Use this skill before any creative work - new features, architecture decisions, project inception, or design exploration. Activates on mentions of brainstorm, ideate, design session, explore options, what should we build, how should we approach, let's think about, new feature, new project, architecture decision, or design exploration.
Create time-boxed technical spike documents for researching and resolving critical development decisions before implementation.
Forces adversarial reasoning before committing to decisions. Triggers on architectural choices, approach selection, and planning phases to prevent premature commitment bias.

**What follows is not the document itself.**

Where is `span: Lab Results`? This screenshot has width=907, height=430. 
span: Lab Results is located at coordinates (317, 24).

Help users plan products and strategy when outcomes are unpredictable. Use when someone is dealing with ambiguous timelines, building in fast-moving markets, planning AI/ML projects, or asking how to make commitments when they don't know what will happen.
Design Sprint methodology based on Jake Knapp's "Sprint" (Google Ventures). Use when you need to: (1) validate product ideas in 5 days instead of months, (2) rapidly prototype and test solutions, (3) answer critical business questions quickly, (4) align teams on product direction, (5) de-risk product development before building, (6) test multiple concepts with real users, (7) make fast strategic decisions through structured process.

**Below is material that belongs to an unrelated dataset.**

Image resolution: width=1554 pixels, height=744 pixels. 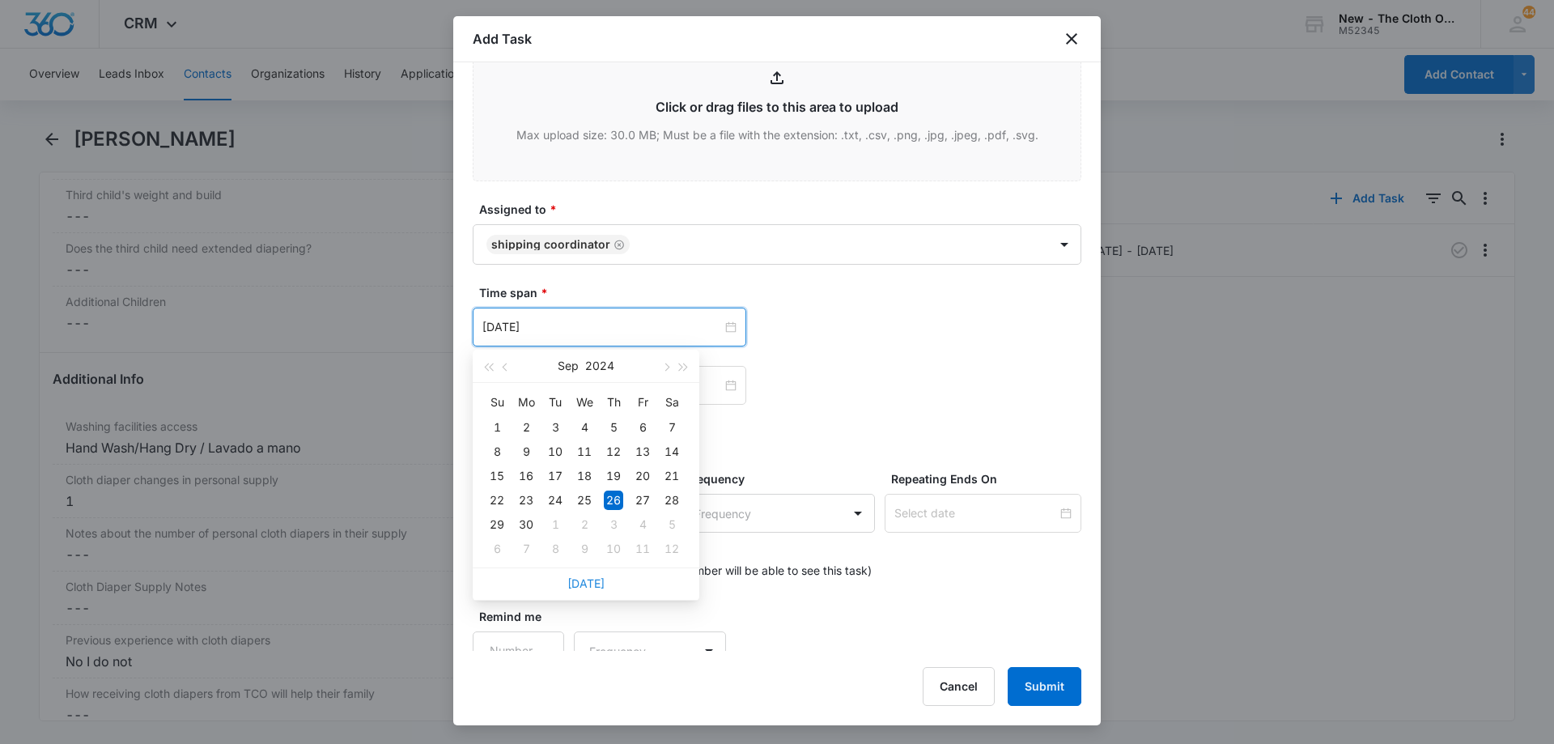 What do you see at coordinates (497, 476) in the screenshot?
I see `td: 2024-09-15` at bounding box center [497, 476].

Produces structured judgment briefs for contested situations — news events, decisions, conflicts, strategy questions. Surfaces hidden bets, real disagreements, unspeakable truths, and who concretely pays. Use when the user wants sharper thinking about something messy, not a summary.
Stress-test plans, proposals, and strategies. Use for pre-mortems, assumption audits, risk registers, evaluating business ideas, identifying failure modes, or when you need devil's advocate analysis before committing resources.
Help users develop product taste and intuition. Use when someone wants to improve their product judgment, struggles to evaluate design quality, needs to make decisions without complete data, or wants to build better product instincts.
Help users run more effective meetings. Use when someone is dealing with meeting overload, wants to improve meeting culture, is preparing an important meeting, or struggles to get decisions made in meetings.
Devil's advocate. Seek contrary evidence before locking in. Use when about to make a significant decision, when confidence is high but stakes are higher, or when the team is converging too quickly.